Saturday, September 19, 2009

Nomad News Volume 2 - No. 28

"There Is No Copyright On Common Sense"









NEWS HEADLINE: "Matinicus Island Lobster Wars": This headline caught my eye as my brother, sister, and I spent our early summer months in Owls Head, Maine. Our father's work took us there and it was a wonderful experience not many kids at that time had the opportunity to enjoy. This same headline above could easily have been written during the 1920s as this has been a feud as long-lasting but not as well known as the Hatfield and McCoys of Kentucky.




Matinicus Island lays about 20 miles off the coast and the inhabitants maintain a strict code of descipline when it comes to lobster fishing. For decades they have, in reality, maintained their own set of laws and regulations as pertains to lobstering. I assume it is still the same. They lobster only nine months 0f the year. The summer months are "off limits" as they allow the lobsters to establish maximum growth during the warmer waters of summer. This results in larger lobsters and the Matinicus Island lobsters bring higher prices than the rest of the grounds.

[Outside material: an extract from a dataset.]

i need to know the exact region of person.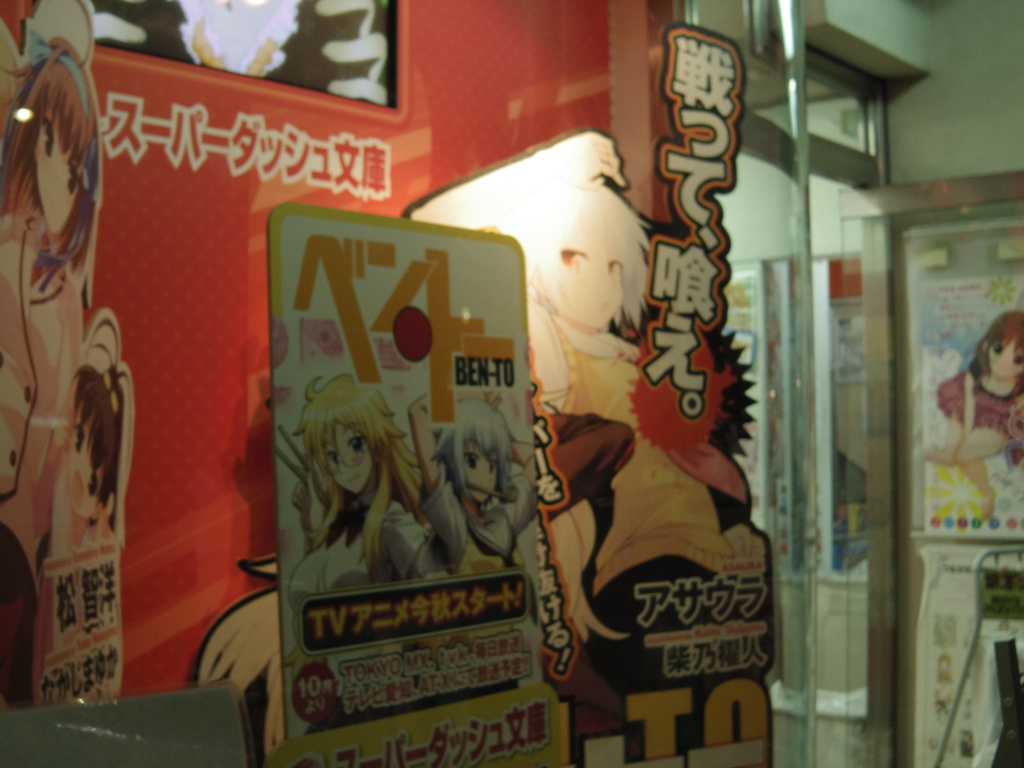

I believe this latest incident involved a person who claimed residence as the result of being a third generation member of an Island resident. He ended up in the hospital with a gunshot wound to the throat. The article also quoted an incident where recently two lobster boats in Owls Head harbor had been sunk and another damaged. This brought the latest news "closer to home".



When we reached high school age, we stopped going to Maine. It was "old hat". It wasn't until 30 years later I decided to go back. Things had changed and then, again, they hadn't changed that much. I purchased a little bay-front cottage on Spruce Head Island and kept it for 15 years or so. Located a couple of boyhood friends. One was Mary Foster. Her parents had worked at the Bancroft School where my father worked. She recalled a time when a bunch of us kids were at the home of Levi Ledbetter and Mrs. Ledbetter offered us an apple. This was not just any apple, it was a Red Astriken, the most delicious apple imagineable. Maine was the only place I ever ran across this variety. The Ledbetters were frugal people. Levi was a lobsterman(more on Mr. L.). When Mrs. Ledbetter came to me, I asked her to give me one "without the worms". The apples Mrs. L. always served were "windfalls". The good ones were kept for applesauce. Mary recalled that the local kids were all surprised that I would be so bold. It was something they were "afraid to do".

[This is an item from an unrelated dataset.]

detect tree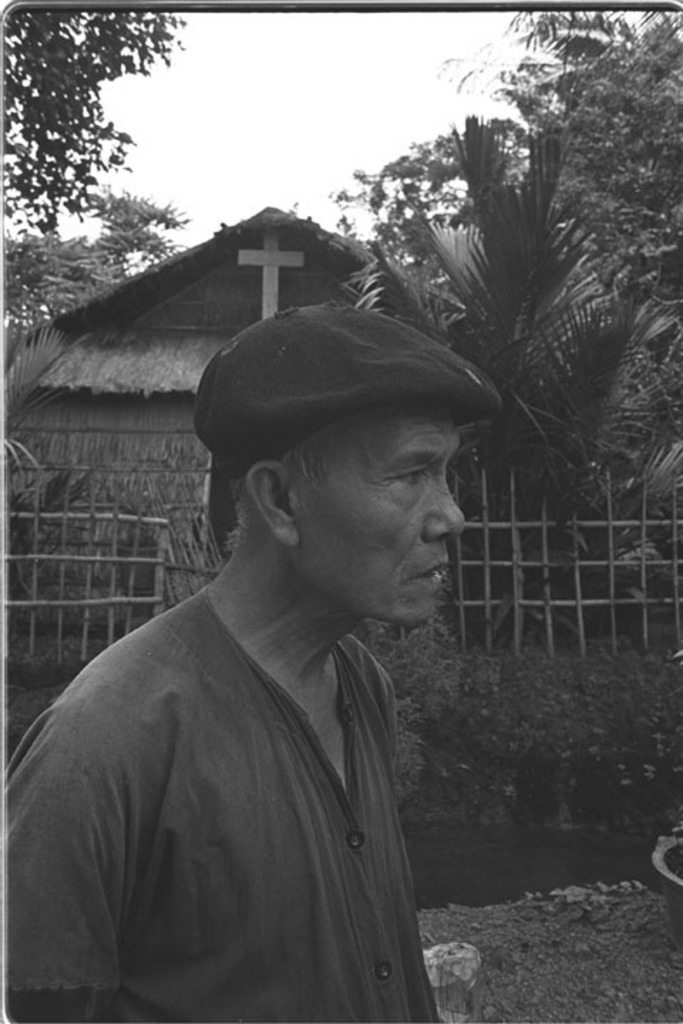
[10, 10, 179, 247]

Levi, as I recall, didn't care much for "noisy kids" but he took a liking to me. Maybe because I had the nerve to solicit non-wormy apples from his wife. For whatever reason he invited me to go cod fishing one time. As I mentioned he was a lobsterman but on occasion would fish for his own consumption. Levi lobstered from a sloop, a single-masted sailboat without a bow sprit. She was about thirty feet long. He was the only lobsterman in Owls Head who worked from a sailboat.

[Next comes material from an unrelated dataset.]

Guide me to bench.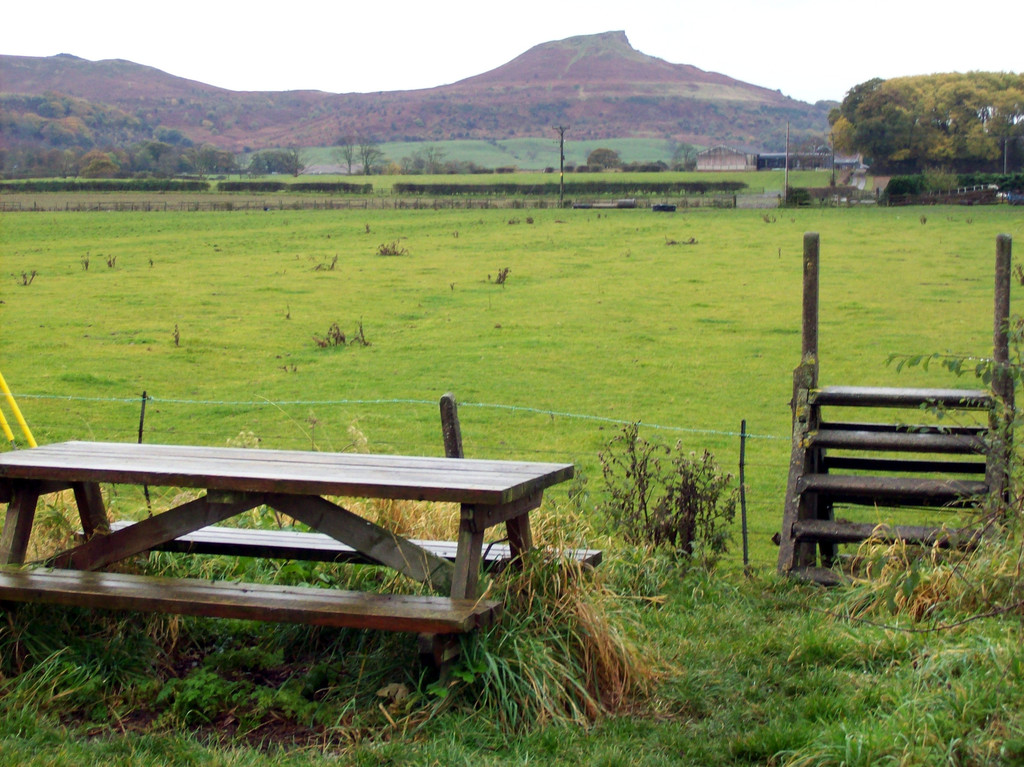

Another time he had to sail to Vinylhaven Island, about 20 miles from Owls Head to pick up a new sail and he stopped by and asked if I would like to go along. I needed no urging. Off we sailed on a beautiful sunny day, tacking across Penobscot Bay to the off-shore island. There was a stiff breeze and we made good time. I lingered around the docks while Levi completed his task. I guess the sail wasn't quite ready because it was early evening when we set sail for the return trip. Dusk was setting in when we finally left the wharf. Off we sailed in a returning gentle breeze. When we were about halfway home, the breeze dropped like a rock. Levi went below to start the one-lunger auxiliary engine. He had to "swing" the flywheel to start it.



He swung and he swung and he swung and she wouldn't even sputter. The more he swung the more curse words flew from his lips. He finally gave up, came up still madder than a wet hen. Levi always had a 14-foot dory in tow, which he proceeded to pull alongside. Giving me instructions on how to steer toward Owls Head lighthouse off in the growing dark, he got in the dory, attached a towline to the bow and proceeded to pull his sloop home with oar power, still swearing all the while. I forget what time it was when we finally reached Owls Head but the moon had been full for a long time and as we rowed into the wharf, Levi continued to mutter under is breath.